Monday, December 1, 2008

get up, stand up, don't give up the fight

Today is World AIDS Day – the twentieth anniversary of the first one, in fact. This year's slogan is 'Lead, Empower, Deliver.' Many milestones, some progress, much sorrow. We’re seeing changes, small ones, but there is still no end in sight. The number of new HIV infections has declined, certainly: 3 million in 2001, 2.7 million in 2007. But that’s still 2.7 million people. Fewer people are dying: 2.2 million in 2005, 2 million in 2007. But that’s still 2 million people. Nearly 8 million people are still waiting for treatment. Over 7,400 individuals were infected each day in 2007 – 7,400! That’s more people being infected every day than the entire population of my university town.

But this is the problem with HIV/AIDS. It’s a numbers game to most people. You see the figures written down, and you struggle to imagine. You gasp in surprise when you hear how many children are HIV positive (about 1,000 of those 7,400 daily infections are children under 15) and you puzzle over prevalence rates – can it really be 12%, 15%, over 25%?

In Rwanda, it’s a bit about the numbers. The official prevalence rate is quoted at 3% (3.5% is the highest published estimate I’ve ever seen). There is statistically no way that this is even close to accurate. Not even a little bit. For the sake of my safety sanity at the moment, however, I’m going to leave that analysis for another day. I will, however, throw out a few numbers for the statistics-lovers among you: Of more then 154,000 Rwandans requiring ARVs, 68,034 receive treatment. 75.8% of women and 78.1% of men here have never been tested for HIV. Only 19.7% of women and 40.9% of men use condoms consistently. 19,000 Rwandan children are HIV positive. 220,000 are AIDS orphans.

For me, though, it’s about the faces behind the numbers. The woman on the street the other day who begged me for money for ARVs (the official line is that ARV treatment in Rwanda is free – it is, for pregnant women and those deemed ‘low income;’ for everyone else, it’s approximately $20USD a month… The average Rwandan earns about 1,000RWF a week, around $2USD). My 21 year old friend who has endured and survived more than his fair share of tragedy and still just never stops going on. The tell-tale signs of ARV side effects on the men who call out the names of buses. All my friends here who refuse to get tested, because they just don’t want to know. The women at one of the camps I work with who recently underwent VCT and came back with a positive result. Sitting in a room surrounded by these women, all returned refugees living in camps because they have nowhere else to go, all young, all married, almost all mothers. There is nothing more heartbreaking than looking into the eyes of a woman bouncing a new baby on her lap when you both know she has no chance of seeing that child grow up.

For me, right now, the statistics on AIDS in Africa are all around me, every minute. But it’s important to remember that AIDS in not an ‘African’ disease, or an ‘African’ problem. It happens at home, too – we have just been lucky. Prevention and education are everyone’s business. HIV affects us all. Take a few minutes today to find out your HIV status.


WHAT YOU HAVE TO DO: Say how many lines in the material below hold the word "asymptote", and say nothing else.

DATA FOR THIS TASK section start

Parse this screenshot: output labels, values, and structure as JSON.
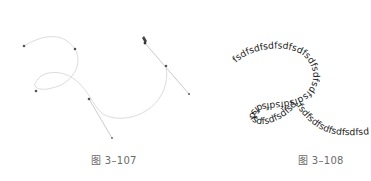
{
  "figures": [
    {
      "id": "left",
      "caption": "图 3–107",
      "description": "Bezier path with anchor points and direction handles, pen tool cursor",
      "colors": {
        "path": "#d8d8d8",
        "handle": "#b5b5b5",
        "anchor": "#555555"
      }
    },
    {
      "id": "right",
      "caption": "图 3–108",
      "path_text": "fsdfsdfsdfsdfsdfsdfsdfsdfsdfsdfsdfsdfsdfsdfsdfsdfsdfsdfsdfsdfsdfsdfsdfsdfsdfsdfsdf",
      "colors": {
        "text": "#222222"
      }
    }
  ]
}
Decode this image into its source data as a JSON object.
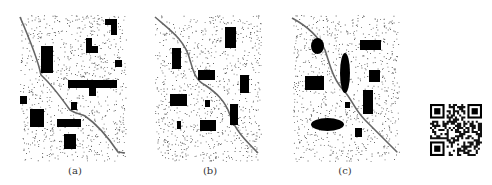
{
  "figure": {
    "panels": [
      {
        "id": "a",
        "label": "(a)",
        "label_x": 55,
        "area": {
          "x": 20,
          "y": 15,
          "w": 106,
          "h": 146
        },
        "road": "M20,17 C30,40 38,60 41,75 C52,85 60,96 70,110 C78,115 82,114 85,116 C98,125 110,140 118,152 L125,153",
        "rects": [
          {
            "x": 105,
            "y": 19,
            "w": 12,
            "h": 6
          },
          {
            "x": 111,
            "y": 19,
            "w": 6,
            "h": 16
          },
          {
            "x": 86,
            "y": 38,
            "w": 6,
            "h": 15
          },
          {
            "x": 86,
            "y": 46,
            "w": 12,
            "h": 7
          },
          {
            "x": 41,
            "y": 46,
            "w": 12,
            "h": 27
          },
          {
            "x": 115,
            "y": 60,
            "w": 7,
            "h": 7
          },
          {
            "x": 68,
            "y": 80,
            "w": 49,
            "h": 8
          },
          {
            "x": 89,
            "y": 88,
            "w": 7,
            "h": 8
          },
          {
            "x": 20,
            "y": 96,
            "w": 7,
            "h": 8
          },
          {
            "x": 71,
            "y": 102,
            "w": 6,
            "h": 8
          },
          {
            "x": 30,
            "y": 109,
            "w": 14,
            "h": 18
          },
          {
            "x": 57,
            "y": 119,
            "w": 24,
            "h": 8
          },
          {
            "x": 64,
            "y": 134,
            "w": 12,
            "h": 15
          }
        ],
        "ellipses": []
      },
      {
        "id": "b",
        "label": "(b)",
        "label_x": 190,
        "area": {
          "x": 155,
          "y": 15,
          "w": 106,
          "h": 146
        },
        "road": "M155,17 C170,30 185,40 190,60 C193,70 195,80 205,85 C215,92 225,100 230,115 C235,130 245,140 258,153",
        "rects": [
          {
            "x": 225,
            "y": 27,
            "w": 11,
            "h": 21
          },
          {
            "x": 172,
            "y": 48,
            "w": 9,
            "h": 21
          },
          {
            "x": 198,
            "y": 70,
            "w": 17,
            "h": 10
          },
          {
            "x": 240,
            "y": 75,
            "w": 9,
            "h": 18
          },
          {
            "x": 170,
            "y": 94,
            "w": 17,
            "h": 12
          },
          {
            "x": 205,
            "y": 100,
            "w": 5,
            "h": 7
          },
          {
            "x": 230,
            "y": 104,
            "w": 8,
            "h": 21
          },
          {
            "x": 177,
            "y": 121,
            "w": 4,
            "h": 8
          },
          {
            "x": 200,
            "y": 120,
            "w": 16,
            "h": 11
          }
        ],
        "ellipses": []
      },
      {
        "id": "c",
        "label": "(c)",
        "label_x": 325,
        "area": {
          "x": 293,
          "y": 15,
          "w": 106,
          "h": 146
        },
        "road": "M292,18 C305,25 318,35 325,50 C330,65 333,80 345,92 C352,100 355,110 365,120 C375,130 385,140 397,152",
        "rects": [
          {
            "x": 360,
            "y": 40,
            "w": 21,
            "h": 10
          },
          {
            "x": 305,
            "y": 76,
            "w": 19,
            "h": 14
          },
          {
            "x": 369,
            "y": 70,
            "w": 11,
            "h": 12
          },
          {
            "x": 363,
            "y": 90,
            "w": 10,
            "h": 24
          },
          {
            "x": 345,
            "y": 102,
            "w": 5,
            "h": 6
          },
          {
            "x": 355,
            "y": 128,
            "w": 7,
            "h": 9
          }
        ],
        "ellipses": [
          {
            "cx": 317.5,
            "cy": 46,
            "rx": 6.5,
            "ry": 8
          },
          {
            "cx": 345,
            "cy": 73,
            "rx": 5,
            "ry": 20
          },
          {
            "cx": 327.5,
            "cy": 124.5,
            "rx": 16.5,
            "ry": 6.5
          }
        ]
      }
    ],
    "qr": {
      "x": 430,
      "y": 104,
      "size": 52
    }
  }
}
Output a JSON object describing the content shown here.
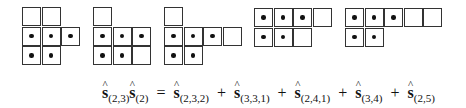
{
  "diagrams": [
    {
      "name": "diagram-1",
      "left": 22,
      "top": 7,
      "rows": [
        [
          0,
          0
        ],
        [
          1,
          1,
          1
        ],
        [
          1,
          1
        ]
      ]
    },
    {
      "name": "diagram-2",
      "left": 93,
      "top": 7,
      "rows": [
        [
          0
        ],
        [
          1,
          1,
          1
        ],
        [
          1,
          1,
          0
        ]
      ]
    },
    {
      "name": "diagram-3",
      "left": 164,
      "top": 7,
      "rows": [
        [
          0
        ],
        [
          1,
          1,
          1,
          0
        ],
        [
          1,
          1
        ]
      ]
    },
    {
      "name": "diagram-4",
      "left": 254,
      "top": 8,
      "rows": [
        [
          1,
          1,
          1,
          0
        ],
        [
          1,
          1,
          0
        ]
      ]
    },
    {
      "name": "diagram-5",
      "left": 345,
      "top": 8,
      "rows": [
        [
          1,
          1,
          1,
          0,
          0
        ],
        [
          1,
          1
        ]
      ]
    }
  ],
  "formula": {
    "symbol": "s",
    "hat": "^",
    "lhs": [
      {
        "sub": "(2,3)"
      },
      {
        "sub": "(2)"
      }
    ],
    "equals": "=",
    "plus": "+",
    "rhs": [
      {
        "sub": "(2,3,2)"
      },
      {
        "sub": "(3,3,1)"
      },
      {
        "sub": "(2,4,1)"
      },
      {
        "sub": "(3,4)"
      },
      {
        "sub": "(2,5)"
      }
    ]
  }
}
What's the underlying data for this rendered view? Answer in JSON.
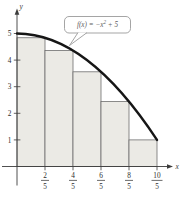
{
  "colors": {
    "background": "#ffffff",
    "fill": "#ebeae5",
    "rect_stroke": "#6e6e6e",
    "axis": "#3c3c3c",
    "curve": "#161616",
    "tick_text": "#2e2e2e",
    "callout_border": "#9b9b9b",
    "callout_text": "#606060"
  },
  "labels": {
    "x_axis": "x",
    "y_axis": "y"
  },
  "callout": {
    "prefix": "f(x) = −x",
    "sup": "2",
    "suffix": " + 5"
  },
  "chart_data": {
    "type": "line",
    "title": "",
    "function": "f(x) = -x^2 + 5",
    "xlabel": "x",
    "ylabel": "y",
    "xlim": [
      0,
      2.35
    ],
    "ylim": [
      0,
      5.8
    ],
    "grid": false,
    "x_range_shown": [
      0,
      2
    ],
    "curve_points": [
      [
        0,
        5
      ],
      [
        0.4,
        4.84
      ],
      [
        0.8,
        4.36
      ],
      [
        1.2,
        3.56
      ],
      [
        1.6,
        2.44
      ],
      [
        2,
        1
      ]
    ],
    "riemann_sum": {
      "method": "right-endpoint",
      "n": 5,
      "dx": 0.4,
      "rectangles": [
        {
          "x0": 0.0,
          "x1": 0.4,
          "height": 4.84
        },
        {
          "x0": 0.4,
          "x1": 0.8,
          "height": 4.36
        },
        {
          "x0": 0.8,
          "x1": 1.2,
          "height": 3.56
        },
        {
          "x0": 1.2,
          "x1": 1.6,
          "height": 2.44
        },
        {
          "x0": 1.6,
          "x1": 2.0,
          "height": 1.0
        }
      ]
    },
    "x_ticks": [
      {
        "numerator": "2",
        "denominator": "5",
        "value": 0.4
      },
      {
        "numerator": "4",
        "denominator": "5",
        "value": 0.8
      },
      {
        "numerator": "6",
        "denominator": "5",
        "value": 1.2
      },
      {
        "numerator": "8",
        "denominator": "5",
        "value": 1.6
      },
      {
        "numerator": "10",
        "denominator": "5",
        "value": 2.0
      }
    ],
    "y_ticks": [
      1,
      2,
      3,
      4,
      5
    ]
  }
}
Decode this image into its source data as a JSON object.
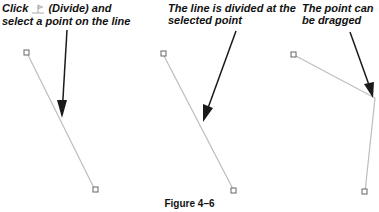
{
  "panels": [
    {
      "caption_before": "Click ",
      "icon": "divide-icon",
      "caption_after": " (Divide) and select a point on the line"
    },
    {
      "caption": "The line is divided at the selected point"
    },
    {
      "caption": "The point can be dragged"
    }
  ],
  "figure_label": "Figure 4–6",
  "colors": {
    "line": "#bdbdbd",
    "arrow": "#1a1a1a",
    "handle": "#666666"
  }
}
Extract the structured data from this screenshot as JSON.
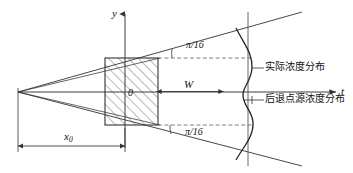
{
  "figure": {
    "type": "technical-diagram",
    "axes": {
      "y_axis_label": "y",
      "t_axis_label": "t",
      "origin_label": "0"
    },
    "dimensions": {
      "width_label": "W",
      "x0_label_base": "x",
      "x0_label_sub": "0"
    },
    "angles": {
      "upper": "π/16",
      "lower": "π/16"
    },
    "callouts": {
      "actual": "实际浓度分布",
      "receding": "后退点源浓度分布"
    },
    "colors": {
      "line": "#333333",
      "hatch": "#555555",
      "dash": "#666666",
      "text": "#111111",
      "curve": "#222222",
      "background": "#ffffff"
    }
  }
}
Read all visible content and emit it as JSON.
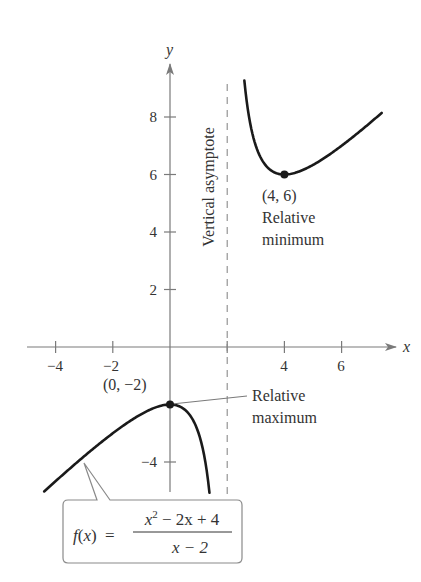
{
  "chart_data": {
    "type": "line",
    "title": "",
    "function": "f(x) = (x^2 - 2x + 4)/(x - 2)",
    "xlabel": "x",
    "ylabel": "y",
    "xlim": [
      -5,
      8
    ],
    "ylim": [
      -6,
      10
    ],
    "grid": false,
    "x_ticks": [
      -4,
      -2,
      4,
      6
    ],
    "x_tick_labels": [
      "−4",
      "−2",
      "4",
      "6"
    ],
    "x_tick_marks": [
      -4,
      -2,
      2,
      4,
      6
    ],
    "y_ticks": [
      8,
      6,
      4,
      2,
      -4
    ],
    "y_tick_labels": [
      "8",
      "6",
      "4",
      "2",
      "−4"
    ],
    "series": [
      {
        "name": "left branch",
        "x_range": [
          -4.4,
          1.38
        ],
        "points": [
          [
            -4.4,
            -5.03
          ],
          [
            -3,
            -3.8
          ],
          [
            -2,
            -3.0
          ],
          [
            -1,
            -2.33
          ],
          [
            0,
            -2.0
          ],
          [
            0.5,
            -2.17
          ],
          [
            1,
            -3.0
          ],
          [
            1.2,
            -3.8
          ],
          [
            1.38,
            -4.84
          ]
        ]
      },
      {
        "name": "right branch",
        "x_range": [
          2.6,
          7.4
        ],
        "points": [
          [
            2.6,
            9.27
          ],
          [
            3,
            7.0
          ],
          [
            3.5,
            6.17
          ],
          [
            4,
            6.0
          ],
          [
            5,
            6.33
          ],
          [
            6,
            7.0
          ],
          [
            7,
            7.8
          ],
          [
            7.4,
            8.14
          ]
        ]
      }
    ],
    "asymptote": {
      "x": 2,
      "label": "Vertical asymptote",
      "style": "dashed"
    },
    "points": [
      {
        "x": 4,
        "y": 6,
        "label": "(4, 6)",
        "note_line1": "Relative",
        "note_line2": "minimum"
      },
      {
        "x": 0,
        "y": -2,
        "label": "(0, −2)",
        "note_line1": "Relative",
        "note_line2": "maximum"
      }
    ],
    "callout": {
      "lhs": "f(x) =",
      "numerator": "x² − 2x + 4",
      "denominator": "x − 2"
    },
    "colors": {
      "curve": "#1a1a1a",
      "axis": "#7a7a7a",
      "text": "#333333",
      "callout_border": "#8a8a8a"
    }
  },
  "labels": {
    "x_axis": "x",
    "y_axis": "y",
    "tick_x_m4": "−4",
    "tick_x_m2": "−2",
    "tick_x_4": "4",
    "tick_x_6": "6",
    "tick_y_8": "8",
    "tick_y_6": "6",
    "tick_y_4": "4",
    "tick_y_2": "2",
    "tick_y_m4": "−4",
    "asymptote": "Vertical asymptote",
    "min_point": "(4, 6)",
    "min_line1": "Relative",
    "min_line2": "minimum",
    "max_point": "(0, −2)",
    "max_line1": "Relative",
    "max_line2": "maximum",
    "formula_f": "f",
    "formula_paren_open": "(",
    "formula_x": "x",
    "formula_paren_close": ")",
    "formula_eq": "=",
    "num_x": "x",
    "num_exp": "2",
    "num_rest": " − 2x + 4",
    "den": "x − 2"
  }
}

DATA FOR THIS TASK section end

OUTPUT: 3